Twitter will soon require US organizations, which purchase issue-specific ads, to disclose more information about themselves. They will also have to begin labeling issue ads as promoted in a bid to “increase transparency” about advertising on the platform. Executives of the company announced the policy change in a blog post.
The new policy targets ‘promoted content’ referring to an election or political candidates and “ads that advocate for legislative issues of national importance.” These include organizations which advocate for issues including abortion, civil rights, climate change, guns, healthcare, immigration, national security, social security, taxes, and trade among others.
To purchase ads in either category, promoters have to verify their identity and be located within the US. If approved for promoting issues, all such ads will be labeled with a “promoted” tag. Promoted tweets, and their accounts will have to furnish in each tweet which organization paid for that ad. The new policy will come into effect from September 30 only in the US. Earlier in May, Twitter had brought in a similar policy for political campaigns and ads as well, the company added certification requirements for those running political campaigns ads.
The company is introducing these policies in wake of events over the last year which have reduced public trust in tech companies such as Facebook and Twitter, and invited the threat of regulation and lawsuits from US lawmakers.
The policy change comes a week after global tech giants — Facebook, Twitter, Google, Microsoft — discovered and terminated influence campaigns which were found to have originated largely in Iran, but also in Russia.
Read: Some of Facebook’s now suspended accounts actually bought & distributed ads
Tech companies now face the heat from US lawmakers. Facebook CEO Mark Zuckerburg and COO Sheryl Sandberg will testify to the US Senate Intelligence Committee — which oversees the government’s intelligence and surveillance efforts. Larry Page, Alphabet CEO, was also invited but has not confirmed his attendance yet, per Chicago Tribune.
Twitter has changed the following policies in a matter of months:
- In May, it tightened rules on advertising political campaigns and ads; certification and labeling.
- Twitter purged over 70 million accounts in the over two months ending July as part of its crackdown on suspicious activity and fake users on the platform.
- Since June, new users signing up on Twitter are now required to authenticate their accounts with either an email address or a phone number — aimed at removing automated accounts.
News organizations exempt
Twitter’s new policy will not effect news organizations as the company says, “We don’t believe that news organizations running ads on Twitter that report on these issues, rather than advocate for or against them, should be subject to this policy.” Instead, Twitter has outlined criteria for news organizations to be exempted.
The publication must not be pushing content that is disproportionately user-generated or aggregated, must not be advocating a single issue, and most importantly have 200,000 monthly unique users in the US. The news organizations will have to be transparent and display information about reporters, editorial staff, their contact information.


* Required action: If a line of the records holds the word "sales", copy it out.

* Data under study:
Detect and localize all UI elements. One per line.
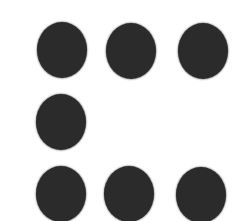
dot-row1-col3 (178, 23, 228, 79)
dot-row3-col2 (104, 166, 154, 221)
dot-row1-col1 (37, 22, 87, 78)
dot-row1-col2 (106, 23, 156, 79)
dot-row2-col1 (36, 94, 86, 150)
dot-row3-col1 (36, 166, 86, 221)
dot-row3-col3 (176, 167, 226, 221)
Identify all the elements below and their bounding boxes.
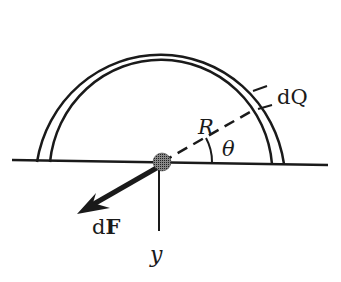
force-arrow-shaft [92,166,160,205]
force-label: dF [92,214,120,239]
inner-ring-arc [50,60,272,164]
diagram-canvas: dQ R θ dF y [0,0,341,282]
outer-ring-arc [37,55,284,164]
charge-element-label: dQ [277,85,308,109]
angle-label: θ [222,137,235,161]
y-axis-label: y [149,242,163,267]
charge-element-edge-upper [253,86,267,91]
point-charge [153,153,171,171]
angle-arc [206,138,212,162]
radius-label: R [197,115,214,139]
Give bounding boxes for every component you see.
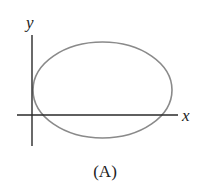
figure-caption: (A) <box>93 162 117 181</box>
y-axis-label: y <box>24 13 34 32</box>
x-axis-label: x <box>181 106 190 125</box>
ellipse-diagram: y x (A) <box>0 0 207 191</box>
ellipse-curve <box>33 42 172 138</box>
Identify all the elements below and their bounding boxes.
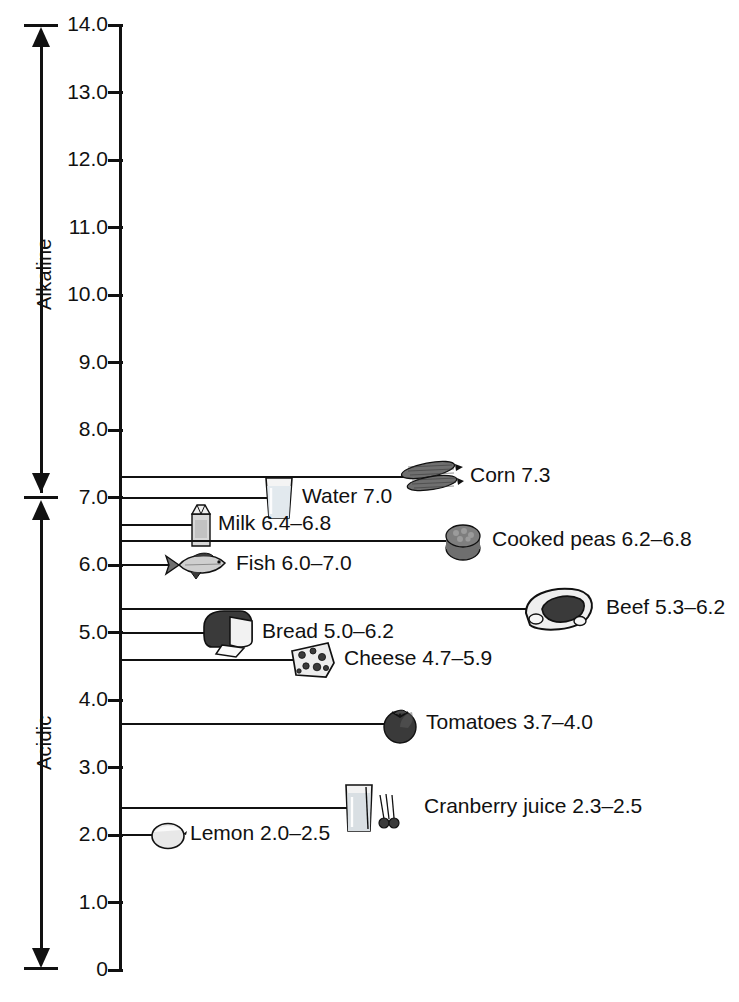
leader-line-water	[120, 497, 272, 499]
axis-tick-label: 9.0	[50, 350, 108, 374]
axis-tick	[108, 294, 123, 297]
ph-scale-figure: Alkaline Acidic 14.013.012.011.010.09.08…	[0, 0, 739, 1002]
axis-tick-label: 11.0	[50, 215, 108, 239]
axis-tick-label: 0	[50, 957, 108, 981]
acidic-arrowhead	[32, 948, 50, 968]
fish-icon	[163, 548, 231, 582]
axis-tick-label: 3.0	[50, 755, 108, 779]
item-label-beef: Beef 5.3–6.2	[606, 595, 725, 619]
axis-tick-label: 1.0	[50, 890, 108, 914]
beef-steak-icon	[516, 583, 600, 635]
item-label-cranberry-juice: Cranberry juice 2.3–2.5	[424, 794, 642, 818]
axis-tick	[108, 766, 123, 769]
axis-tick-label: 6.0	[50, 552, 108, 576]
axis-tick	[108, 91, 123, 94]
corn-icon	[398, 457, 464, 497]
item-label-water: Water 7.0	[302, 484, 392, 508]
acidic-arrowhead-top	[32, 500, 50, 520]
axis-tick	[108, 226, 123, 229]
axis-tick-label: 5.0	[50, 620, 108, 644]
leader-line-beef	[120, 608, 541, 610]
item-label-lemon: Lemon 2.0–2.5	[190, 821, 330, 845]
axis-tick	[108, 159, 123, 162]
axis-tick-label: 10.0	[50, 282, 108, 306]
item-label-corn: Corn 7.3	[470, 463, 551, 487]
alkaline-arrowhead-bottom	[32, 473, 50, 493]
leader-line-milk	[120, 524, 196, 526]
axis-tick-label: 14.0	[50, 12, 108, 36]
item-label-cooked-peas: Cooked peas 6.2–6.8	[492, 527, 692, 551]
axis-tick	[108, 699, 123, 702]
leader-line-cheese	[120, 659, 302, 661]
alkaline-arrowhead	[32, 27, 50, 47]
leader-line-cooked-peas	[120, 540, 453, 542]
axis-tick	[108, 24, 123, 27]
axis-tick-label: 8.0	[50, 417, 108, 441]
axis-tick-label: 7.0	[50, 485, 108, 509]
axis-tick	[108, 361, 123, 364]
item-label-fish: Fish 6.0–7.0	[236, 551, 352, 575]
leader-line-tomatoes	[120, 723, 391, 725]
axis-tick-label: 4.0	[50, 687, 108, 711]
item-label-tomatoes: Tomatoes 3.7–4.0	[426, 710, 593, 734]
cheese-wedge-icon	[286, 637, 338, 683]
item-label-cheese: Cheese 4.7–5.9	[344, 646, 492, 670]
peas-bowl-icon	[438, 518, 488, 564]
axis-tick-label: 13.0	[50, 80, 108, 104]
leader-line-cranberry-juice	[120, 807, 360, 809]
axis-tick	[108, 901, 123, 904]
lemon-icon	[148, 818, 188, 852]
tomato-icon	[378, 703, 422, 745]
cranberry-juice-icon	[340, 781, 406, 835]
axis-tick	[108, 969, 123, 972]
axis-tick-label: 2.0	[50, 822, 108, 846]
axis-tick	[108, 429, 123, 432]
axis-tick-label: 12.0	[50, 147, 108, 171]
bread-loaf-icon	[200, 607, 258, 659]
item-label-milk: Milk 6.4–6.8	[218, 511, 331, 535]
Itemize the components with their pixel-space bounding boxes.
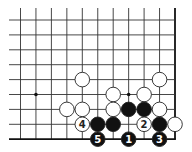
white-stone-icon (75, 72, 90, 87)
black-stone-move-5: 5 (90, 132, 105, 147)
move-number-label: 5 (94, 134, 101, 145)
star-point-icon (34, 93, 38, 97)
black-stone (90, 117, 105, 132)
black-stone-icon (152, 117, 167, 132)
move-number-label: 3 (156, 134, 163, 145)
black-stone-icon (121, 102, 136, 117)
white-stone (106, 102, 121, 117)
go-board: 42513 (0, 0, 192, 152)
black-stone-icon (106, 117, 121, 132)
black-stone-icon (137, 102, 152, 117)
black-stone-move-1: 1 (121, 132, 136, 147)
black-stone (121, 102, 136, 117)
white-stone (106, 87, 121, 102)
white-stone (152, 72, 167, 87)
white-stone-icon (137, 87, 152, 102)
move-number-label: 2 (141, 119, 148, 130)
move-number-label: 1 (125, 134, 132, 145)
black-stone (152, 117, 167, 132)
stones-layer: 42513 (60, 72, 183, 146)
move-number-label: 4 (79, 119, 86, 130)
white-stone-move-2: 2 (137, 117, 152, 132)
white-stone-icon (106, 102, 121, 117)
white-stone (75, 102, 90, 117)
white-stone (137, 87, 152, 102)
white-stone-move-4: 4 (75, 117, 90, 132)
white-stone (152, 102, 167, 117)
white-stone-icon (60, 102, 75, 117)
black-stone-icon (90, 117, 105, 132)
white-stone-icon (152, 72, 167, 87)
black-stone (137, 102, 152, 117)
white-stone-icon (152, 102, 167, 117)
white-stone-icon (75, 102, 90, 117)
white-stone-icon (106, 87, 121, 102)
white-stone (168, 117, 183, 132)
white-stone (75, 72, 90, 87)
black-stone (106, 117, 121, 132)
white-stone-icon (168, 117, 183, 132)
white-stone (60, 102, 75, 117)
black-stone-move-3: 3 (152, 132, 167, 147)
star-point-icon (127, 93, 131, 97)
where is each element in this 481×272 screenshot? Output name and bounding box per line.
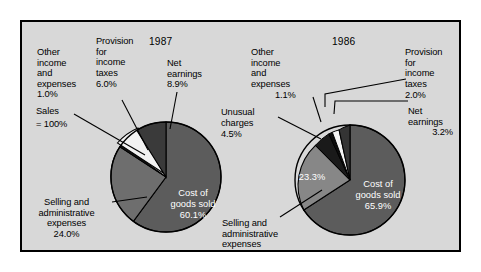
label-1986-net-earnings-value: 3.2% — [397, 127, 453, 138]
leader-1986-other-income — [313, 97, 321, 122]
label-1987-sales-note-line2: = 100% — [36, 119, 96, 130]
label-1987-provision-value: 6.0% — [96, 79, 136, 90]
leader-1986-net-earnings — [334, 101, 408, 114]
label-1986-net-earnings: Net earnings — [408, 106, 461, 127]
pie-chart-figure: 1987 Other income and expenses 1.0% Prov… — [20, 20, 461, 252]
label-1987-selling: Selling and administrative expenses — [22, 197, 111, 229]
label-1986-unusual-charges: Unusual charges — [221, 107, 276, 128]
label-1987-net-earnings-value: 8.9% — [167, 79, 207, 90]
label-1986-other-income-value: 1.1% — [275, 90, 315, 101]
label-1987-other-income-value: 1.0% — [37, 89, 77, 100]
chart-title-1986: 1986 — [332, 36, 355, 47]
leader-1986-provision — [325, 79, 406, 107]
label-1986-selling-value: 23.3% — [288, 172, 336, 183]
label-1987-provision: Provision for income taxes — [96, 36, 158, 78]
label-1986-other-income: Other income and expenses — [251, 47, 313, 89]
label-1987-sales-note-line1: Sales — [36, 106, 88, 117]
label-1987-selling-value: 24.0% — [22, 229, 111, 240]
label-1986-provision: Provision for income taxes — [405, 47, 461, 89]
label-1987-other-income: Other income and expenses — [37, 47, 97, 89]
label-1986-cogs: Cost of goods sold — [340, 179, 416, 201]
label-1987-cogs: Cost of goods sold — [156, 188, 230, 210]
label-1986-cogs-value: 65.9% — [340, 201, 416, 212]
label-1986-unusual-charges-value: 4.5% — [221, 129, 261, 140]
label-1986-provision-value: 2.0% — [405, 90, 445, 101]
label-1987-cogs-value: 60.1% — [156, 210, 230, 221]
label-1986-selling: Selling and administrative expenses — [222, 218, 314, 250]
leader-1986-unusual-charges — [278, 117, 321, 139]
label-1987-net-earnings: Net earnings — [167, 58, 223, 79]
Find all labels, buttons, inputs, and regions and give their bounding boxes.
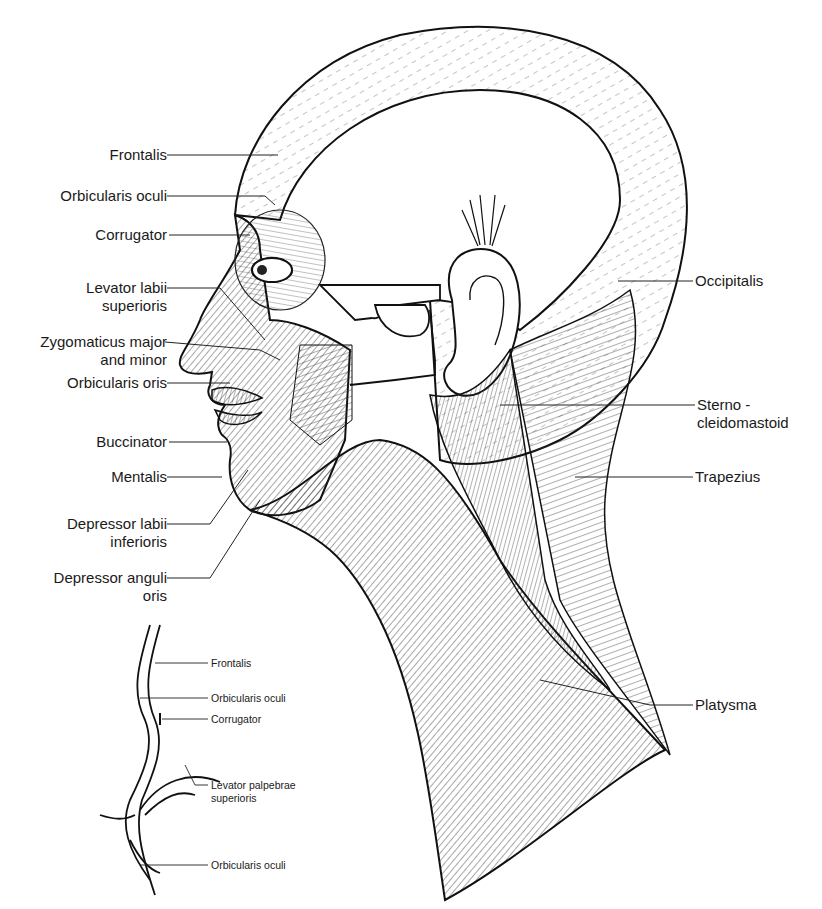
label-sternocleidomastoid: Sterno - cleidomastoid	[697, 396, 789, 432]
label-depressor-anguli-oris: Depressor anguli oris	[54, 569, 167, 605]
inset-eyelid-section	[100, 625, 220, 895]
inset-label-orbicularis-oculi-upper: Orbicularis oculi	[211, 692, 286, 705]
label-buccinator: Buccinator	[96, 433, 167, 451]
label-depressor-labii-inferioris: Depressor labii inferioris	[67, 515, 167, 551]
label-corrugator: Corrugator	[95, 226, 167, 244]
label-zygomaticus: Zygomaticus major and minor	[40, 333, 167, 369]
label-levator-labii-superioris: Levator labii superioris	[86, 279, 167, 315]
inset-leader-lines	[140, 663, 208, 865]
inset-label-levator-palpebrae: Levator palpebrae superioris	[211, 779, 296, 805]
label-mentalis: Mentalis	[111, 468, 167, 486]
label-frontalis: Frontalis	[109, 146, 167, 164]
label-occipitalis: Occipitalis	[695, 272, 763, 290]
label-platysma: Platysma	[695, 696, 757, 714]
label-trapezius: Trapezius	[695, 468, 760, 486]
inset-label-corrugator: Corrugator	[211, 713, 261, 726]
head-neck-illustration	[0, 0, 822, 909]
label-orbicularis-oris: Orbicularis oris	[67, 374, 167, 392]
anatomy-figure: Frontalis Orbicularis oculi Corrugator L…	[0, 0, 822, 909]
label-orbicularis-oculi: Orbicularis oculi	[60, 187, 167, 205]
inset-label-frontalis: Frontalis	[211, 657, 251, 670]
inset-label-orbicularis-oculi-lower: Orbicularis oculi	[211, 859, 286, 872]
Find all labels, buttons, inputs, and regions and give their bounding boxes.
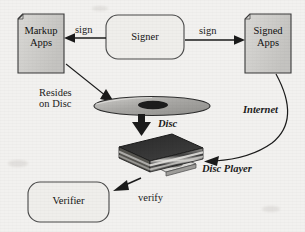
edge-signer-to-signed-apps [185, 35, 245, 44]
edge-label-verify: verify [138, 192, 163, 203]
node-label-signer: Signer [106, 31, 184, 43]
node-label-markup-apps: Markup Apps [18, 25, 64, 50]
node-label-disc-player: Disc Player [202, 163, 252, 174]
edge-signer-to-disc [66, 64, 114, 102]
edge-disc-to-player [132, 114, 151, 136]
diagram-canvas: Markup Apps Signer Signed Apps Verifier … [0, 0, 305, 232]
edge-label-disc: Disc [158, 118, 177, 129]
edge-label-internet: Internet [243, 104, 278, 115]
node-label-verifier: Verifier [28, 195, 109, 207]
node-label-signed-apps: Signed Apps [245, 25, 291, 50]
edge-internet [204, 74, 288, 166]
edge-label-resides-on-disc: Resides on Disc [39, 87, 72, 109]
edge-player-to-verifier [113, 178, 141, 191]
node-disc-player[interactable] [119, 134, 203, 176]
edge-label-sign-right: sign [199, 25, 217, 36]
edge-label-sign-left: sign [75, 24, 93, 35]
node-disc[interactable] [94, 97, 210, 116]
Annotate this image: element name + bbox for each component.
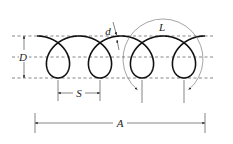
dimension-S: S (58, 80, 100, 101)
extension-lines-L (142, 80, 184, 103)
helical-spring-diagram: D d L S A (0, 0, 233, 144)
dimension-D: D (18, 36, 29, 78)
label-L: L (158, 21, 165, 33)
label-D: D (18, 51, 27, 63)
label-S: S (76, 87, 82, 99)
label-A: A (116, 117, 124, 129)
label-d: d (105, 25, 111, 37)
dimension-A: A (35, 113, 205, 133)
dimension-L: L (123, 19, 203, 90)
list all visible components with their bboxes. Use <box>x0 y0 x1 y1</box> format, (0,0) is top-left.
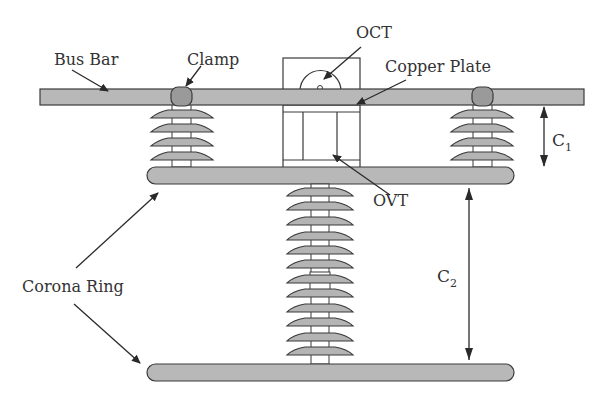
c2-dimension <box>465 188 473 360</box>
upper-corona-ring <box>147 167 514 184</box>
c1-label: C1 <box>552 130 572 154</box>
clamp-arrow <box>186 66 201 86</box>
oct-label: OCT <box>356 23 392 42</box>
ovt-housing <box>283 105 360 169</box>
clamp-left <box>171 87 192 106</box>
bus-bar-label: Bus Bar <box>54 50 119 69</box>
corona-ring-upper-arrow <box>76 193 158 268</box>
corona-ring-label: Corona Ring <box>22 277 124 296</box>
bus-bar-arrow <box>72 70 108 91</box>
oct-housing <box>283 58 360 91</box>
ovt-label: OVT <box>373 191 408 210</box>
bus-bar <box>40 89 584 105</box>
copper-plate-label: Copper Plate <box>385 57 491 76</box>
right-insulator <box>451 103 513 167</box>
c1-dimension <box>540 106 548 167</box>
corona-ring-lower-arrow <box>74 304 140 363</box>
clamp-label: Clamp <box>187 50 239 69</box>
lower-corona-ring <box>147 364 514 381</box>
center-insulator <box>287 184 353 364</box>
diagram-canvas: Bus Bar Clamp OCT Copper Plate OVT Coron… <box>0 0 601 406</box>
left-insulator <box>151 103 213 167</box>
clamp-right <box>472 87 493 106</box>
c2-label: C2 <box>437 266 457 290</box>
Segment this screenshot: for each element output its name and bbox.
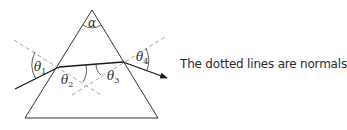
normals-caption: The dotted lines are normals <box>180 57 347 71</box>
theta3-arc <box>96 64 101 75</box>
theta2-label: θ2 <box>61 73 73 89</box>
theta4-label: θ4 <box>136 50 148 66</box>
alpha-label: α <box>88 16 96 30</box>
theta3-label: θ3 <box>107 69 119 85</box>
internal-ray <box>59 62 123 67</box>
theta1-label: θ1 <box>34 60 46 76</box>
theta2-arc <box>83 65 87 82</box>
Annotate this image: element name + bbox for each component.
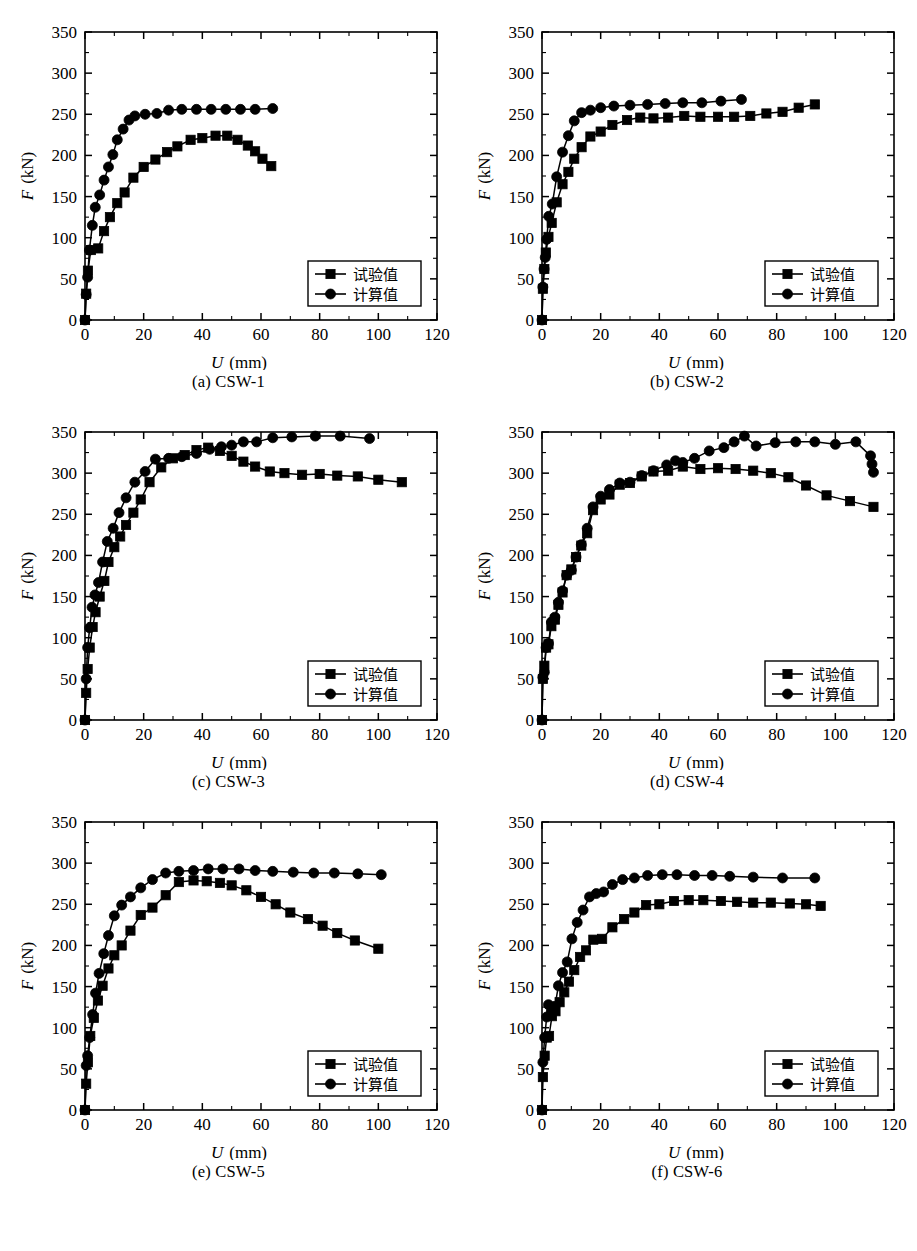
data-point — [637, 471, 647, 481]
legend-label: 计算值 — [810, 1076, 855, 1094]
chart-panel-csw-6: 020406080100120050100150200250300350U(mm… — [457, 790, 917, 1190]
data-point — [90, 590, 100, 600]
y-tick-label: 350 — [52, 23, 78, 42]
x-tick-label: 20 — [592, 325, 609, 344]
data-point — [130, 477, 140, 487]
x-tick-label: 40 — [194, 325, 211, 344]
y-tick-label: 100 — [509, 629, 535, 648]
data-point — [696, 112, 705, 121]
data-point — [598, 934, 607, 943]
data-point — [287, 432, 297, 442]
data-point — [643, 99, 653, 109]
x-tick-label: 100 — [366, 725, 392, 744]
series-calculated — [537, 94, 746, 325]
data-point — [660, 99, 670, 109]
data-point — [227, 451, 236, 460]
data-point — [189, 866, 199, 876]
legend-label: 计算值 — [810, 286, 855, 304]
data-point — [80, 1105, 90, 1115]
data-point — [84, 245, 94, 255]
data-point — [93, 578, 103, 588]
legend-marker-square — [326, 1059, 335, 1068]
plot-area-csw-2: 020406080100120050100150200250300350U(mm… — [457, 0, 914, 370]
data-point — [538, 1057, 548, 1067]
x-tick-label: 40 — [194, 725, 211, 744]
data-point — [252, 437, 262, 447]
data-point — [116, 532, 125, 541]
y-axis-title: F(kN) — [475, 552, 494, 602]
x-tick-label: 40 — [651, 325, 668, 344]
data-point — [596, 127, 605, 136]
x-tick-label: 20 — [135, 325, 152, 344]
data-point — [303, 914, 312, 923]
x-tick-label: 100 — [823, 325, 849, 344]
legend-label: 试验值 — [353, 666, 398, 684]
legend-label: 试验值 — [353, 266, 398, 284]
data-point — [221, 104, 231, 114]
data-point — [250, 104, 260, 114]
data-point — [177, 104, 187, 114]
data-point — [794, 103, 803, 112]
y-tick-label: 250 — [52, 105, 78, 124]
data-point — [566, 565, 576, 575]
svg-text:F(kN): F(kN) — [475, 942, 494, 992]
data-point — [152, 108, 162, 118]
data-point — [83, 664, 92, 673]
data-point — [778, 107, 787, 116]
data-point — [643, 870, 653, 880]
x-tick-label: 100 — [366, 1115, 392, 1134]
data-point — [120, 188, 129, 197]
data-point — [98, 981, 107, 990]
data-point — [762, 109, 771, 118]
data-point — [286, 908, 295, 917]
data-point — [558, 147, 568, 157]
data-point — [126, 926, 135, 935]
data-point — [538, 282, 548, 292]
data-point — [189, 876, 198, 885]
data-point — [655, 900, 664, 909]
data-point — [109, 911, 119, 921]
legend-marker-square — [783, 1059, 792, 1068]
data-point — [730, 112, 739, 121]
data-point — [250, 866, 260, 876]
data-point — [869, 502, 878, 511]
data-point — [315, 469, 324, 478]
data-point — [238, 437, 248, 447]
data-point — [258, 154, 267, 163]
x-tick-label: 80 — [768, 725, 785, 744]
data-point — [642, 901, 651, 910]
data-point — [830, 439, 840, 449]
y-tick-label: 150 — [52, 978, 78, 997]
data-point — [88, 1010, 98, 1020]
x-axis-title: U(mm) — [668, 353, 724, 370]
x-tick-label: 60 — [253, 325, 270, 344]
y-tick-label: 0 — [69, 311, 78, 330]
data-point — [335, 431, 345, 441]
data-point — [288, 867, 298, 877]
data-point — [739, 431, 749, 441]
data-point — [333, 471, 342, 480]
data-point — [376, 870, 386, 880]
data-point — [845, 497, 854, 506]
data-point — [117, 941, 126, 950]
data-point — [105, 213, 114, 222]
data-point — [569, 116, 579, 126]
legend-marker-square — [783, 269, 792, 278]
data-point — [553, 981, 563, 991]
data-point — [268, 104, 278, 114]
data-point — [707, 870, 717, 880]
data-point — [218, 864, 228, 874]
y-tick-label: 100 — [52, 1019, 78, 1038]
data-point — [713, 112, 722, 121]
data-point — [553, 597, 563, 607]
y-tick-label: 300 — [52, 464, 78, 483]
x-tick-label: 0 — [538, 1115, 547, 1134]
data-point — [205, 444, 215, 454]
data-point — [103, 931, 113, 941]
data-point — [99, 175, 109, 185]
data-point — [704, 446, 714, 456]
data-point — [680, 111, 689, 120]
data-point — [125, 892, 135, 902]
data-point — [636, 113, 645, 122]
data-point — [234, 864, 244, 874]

* Output:
label-1987-sales-note-line2: = 100% — [36, 119, 96, 130]
label-1987-sales-note-line1: Sales — [36, 106, 88, 117]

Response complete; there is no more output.